America’s financial confidence is stuck in the doldrums.

Just one in five respondents in a recent poll of more than 1,000 American adults by the Associated Press and the NORC Center for Public Affairs Research felt “extremely or very confident” that they will have enough savings for retirement.

While 21% of the respondents felt extremely confident, another 33% were “somewhat confident” and 44% were “not very or not confident at all” about their ability to save enough for retirement.

More than two-thirds of the respondents, 67%, say their household’s financial situation is “good,” while 32% say that it is “poor.”

Americans tend to be optimistic—while almost half of the respondents, 48%, said that their personal financial situation will remain the same over the next year, they were almost three times more likely to forecast improvement than decline (37% to 13%).

Among the respondents who felt their household finances would remain the same over the next year, 71% said their finances were good, while 29% said they were poor.

Financial optimism is somewhat linked to political affiliation, with 82% of Republicans reporting that their household financial situation is “good” versus 59% of Democrats and 57% of independent voters.

The poll also registered a slight increase in optimism among the respondents—41% in the most recent survey said that now is a good time to buy a home, up from 34% in January, the last time the survey was fielded. One-third of the respondents, 33%, said that now is a good time to invest in the stock market, up from 28% in January.

Despite economic statistics showing nearly full employment and rising wages, one in four respondents said that their income has not kept up with their expenses. While 63% of the survey respondents said that their income has kept up with expenses, only one in nine, 11%, said that their income has grown faster than their expenses.

The respondents’ ability to grow their income faster than expenses was linked with their academic achievement—17% of the respondents with a college degree said that they were growing income faster than expenses while only 5% of those who had achieved a high school diploma or less said the same.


Task goal: Go through the data below and return each line containing the word "JSON".

Data for analysis:
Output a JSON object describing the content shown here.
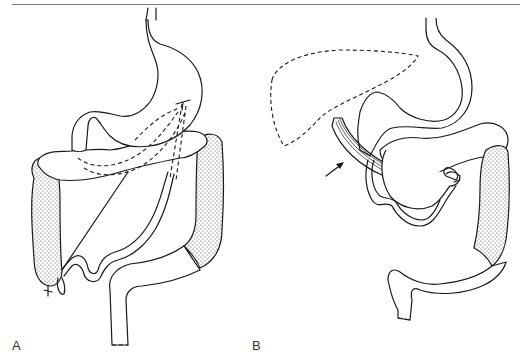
{
  "figure": {
    "header_text_clipped": true,
    "panels": [
      {
        "id": "A",
        "label": "A",
        "depicts": "stomach with transverse colon, ascending and descending colon (stippled), small bowel loop, dashed internal course and straight guide line to cecum"
      },
      {
        "id": "B",
        "label": "B",
        "depicts": "stomach with dashed liver outline, band-like ligament indicated by arrow, small bowel loops, descending colon (stippled)"
      }
    ],
    "annotations": {
      "arrow_in_panel": "B",
      "arrow_label": ""
    },
    "colors": {
      "ink": "#1a1a1a",
      "background": "#ffffff",
      "rule": "#7a7a7a"
    }
  }
}
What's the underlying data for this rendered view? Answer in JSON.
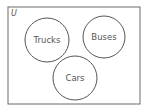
{
  "diagram": {
    "type": "venn",
    "universal_label": "U",
    "sets": [
      {
        "label": "Trucks",
        "cx": 47,
        "cy": 40,
        "r": 22
      },
      {
        "label": "Buses",
        "cx": 104,
        "cy": 37,
        "r": 21
      },
      {
        "label": "Cars",
        "cx": 75,
        "cy": 78,
        "r": 22
      }
    ],
    "colors": {
      "stroke": "#555555",
      "background": "#ffffff"
    }
  }
}
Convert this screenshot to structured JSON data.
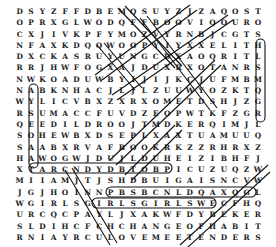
{
  "puzzle": {
    "type": "word-search",
    "rows": [
      "DSYZFFDBEMQSUYZJZAQOST",
      "OPRXGLWODQFFBOOVIQOUROJ",
      "CXJIVKPFYMOZVYRNBJCGTSENJ",
      "NFAXKDQQWOOPYIYXXELITHCO",
      "DXCKASRUYUNGCDXAOQRITLVLT",
      "RRJHWFOGXAJDUXRXOTANRSCAX",
      "NWKOADUWBYIJIJKCJUFMBMF",
      "NABKNHACJLJLZUUWYOZKTQTBI",
      "WYLICVBXZXRXOMETDSHJZGAI",
      "RSUMACCFUVDZEOPWTKFZGRXKY",
      "QEEDILDROOJTMDKERQIMJLSK",
      "SOHEWBXDSEPLXAXTUAMUUQN",
      "SAABXRVAFBOOKRKZZRHRXZNKJ",
      "HAWOGWJDUJLDUHEIZIBHFJLKL",
      "XTARCNDYDBTOBPICUZUQZWDXO",
      "MIIAMJTJSHDBUIGAISNCVWFZH",
      "JGJHOINNPBSBCNLDQAXQGLCQQ",
      "WGIRLSGIRLSGIRLSWECFHQWCE",
      "URCQCPAYLJXAKWFDYBEKERVML",
      "SLDIHCFCHCHANGEOFHABITELO",
      "RNIAYRCULOVEMEETENDERSIQL",
      "MRSTYZAKLMSVPJIUAHQHTIBEQ",
      "KZNMTXRFIHTSKPISVDJCUDBPV",
      "EMVAZLVIFJIHYDDSWPIIXEMQL",
      "NZPWYCUFCYLAWPQKIZPYJNTG"
    ],
    "found_words": [
      "GIRLS GIRLS GIRLS",
      "CHANGE OF HABIT",
      "LOVE ME TENDER",
      "CLAMBAKE",
      "BLUE HAWAII"
    ]
  }
}
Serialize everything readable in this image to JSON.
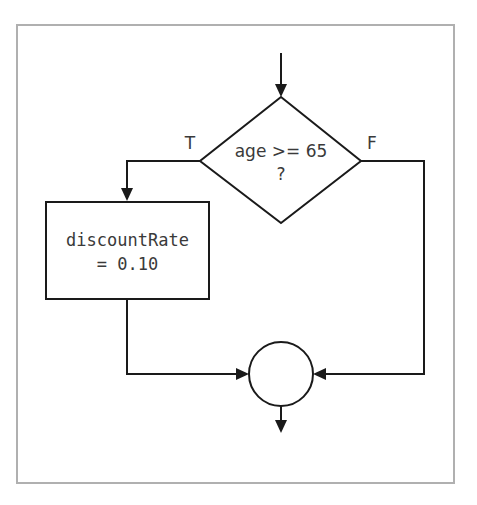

Solution to this task:
Output a JSON object describing the content shown here.
What's the underlying data for this rendered view? Answer in JSON.
Convert this screenshot to structured JSON data.
Serialize everything readable in this image to JSON.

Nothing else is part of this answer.